PANews reported on August 16 that according to Cointelegraph, blockchain investigator ZachXBT said he had found evidence of a complex network of North Korean developers who earn up to $500,000 a month by working for "mature" crypto projects. ZachXBT said in an X post on August 15 that he believed "a single entity in Asia" was likely operating outside of North Korea, earning $300,000 to $500,000 a month and employing at least 21 employees to participate in more than 25 cryptocurrency projects.
ZachXBT said: "Recently, a team asked me for help because $1.3 million was stolen from the treasury after the malicious code was pushed." ZachXBT analyzed that the latest $1.3 million stolen by North Korean developers was laundered through a series of transactions, including transfers to a theft address and eventually ending up with 16.5 Ethereum. After further investigating these developers, ZachXBT believed that they were part of a wider network. He tracked multiple payment addresses and found that a group of developers "received $375,000 last month" and previous transactions totaling $5.5 million from July 2023 to some point in 2024, which flowed into a deposit address of an exchange. These payments were subsequently linked to North Korean IT workers and an individual, Sim Hyon Sop, who was sanctioned by the United States' Office of Foreign Assets Control (OFAC) for allegedly coordinating financial transfers that ultimately supported North Korea's weapons programs.
ZachXBT said his investigation found other payment addresses closely tied to another OFAC-sanctioned individual, Sang Man Kim, who has been linked to North Korea-related cybercrime in the past. ZachXBT also found that IPs of developers claiming to work in the United States and Malaysia overlapped with Russian telecom IPs. At least one employee "accidentally revealed their other identities on a notepad." Some of the developers he found were even arranged by recruitment companies, and in some cases, they would recommend jobs to each other.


TO DO. Write out exactly the lines from the one containing "Can you find window?" through the last line of the records below, including both.

Saved entries
--- START ---

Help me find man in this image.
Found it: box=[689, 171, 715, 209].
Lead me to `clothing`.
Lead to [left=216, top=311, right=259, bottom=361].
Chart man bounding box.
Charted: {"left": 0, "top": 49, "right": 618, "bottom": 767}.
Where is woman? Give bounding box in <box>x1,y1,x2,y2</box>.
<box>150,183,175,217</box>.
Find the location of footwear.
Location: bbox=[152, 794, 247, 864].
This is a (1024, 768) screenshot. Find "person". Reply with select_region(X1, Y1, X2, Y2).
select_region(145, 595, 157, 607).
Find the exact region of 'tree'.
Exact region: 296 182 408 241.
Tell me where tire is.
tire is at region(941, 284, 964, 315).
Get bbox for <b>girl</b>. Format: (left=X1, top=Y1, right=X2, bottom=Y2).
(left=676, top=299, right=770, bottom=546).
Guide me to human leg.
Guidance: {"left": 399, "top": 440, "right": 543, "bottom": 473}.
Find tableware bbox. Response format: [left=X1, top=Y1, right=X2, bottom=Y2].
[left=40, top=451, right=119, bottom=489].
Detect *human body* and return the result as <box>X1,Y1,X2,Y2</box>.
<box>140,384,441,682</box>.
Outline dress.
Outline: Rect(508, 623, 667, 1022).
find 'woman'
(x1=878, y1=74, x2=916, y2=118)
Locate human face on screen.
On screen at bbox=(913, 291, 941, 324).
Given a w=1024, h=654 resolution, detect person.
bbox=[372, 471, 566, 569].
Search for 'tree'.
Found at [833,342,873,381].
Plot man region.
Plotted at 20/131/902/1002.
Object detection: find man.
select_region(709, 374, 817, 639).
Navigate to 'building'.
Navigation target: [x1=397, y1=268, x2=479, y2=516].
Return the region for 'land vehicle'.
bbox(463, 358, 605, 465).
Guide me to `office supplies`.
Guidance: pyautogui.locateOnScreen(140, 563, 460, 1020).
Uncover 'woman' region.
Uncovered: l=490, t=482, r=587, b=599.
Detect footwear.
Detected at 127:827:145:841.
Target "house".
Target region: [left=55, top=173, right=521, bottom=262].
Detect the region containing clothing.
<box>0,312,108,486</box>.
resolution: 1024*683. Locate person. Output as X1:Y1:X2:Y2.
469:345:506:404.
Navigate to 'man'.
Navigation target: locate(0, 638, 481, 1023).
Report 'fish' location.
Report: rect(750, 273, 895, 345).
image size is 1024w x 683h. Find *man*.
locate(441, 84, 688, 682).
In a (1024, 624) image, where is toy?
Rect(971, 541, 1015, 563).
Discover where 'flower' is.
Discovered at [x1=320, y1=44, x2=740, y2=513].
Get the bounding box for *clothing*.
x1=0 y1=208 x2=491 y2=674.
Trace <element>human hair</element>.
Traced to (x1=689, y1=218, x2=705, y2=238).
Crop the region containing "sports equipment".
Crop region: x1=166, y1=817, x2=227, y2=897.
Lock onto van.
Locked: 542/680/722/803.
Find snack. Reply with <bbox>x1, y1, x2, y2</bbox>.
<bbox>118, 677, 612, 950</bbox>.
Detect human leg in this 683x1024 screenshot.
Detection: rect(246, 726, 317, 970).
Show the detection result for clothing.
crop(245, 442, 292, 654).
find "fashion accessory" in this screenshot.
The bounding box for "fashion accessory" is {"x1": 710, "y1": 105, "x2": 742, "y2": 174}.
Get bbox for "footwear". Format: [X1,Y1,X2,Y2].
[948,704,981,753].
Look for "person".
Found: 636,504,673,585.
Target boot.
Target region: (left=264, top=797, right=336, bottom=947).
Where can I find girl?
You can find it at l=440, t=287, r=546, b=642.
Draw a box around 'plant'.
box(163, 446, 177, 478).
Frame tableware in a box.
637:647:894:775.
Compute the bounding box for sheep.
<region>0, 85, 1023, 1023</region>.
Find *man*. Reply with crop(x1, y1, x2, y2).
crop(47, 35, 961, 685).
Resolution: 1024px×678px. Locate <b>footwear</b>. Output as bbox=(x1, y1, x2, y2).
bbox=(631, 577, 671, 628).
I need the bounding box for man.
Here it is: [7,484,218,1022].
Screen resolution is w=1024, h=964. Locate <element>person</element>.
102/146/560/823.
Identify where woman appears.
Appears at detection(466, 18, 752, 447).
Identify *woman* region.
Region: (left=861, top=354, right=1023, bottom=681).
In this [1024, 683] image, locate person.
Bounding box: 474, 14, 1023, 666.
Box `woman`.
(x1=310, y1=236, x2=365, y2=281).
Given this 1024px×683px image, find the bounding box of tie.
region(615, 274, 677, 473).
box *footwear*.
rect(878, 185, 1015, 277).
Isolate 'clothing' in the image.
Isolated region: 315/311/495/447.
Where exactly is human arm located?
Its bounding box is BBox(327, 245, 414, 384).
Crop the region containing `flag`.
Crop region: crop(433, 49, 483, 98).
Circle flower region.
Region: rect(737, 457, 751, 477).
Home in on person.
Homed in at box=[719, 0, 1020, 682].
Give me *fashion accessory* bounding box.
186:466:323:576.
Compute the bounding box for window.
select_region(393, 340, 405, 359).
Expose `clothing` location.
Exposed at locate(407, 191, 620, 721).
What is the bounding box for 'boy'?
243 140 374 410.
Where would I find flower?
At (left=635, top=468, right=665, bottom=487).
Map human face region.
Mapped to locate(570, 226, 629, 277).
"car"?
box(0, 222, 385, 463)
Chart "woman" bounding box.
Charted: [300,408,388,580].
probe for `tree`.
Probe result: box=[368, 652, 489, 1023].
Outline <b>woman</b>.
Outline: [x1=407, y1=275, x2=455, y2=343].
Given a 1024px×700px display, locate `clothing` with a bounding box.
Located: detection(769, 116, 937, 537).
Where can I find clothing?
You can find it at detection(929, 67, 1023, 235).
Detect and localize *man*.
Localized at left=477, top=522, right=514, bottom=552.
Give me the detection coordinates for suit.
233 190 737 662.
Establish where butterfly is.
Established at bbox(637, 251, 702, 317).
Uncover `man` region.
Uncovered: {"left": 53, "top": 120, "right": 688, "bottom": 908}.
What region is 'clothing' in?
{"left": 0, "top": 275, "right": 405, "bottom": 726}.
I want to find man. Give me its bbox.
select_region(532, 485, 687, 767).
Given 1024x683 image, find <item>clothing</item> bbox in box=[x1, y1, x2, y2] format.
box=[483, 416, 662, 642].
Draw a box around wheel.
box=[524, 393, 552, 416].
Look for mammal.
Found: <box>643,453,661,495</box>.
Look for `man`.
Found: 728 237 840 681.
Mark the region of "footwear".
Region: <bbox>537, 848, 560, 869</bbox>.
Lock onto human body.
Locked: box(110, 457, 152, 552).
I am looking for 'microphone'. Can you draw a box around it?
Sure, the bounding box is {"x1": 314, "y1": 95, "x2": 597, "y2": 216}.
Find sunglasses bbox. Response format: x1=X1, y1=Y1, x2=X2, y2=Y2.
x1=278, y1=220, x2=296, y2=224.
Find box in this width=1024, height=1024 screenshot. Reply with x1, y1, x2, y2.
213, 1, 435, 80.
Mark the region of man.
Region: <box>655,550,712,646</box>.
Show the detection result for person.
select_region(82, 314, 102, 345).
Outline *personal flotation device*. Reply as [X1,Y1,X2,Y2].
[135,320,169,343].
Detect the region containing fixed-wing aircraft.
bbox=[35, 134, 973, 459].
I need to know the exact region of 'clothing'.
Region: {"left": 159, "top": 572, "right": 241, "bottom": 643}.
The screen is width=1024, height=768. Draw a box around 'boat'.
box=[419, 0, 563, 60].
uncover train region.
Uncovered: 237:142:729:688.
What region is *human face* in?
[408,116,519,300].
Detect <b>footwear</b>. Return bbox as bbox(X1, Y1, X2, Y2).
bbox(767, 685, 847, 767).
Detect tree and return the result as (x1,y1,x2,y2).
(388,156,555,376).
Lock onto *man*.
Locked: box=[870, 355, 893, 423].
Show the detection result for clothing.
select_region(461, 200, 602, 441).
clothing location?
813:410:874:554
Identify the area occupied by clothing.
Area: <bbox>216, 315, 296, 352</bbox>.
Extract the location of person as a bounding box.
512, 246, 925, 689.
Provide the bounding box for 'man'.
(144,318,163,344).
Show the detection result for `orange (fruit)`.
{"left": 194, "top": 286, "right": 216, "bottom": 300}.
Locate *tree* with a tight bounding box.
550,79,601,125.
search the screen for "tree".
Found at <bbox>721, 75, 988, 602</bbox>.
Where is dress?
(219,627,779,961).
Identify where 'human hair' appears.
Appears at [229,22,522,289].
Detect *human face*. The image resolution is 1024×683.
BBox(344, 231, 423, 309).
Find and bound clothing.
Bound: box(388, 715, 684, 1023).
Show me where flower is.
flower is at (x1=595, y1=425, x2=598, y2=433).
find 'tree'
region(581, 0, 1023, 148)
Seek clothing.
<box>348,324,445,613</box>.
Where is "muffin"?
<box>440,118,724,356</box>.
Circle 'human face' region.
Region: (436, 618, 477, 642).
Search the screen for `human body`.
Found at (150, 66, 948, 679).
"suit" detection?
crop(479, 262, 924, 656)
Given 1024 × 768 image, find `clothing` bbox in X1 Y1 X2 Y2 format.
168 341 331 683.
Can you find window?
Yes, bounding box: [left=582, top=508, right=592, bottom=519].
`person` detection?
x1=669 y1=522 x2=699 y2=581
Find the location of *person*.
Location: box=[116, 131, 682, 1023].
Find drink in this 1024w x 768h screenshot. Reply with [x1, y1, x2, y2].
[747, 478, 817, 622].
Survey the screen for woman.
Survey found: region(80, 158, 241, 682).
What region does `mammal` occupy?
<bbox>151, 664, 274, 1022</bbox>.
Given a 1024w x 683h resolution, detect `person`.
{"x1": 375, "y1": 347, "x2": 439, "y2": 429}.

--- END ---

YOUR SOLUTION.
Can you find window?
Yes, bounding box: [left=582, top=508, right=592, bottom=519].
`person` detection?
x1=669 y1=522 x2=699 y2=581
Find the location of *person*.
Location: box=[116, 131, 682, 1023].
Find drink in this 1024w x 768h screenshot. Reply with [x1, y1, x2, y2].
[747, 478, 817, 622].
Survey the screen for woman.
Survey found: region(80, 158, 241, 682).
What region does `mammal` occupy?
<bbox>151, 664, 274, 1022</bbox>.
Given a 1024w x 683h resolution, detect `person`.
{"x1": 375, "y1": 347, "x2": 439, "y2": 429}.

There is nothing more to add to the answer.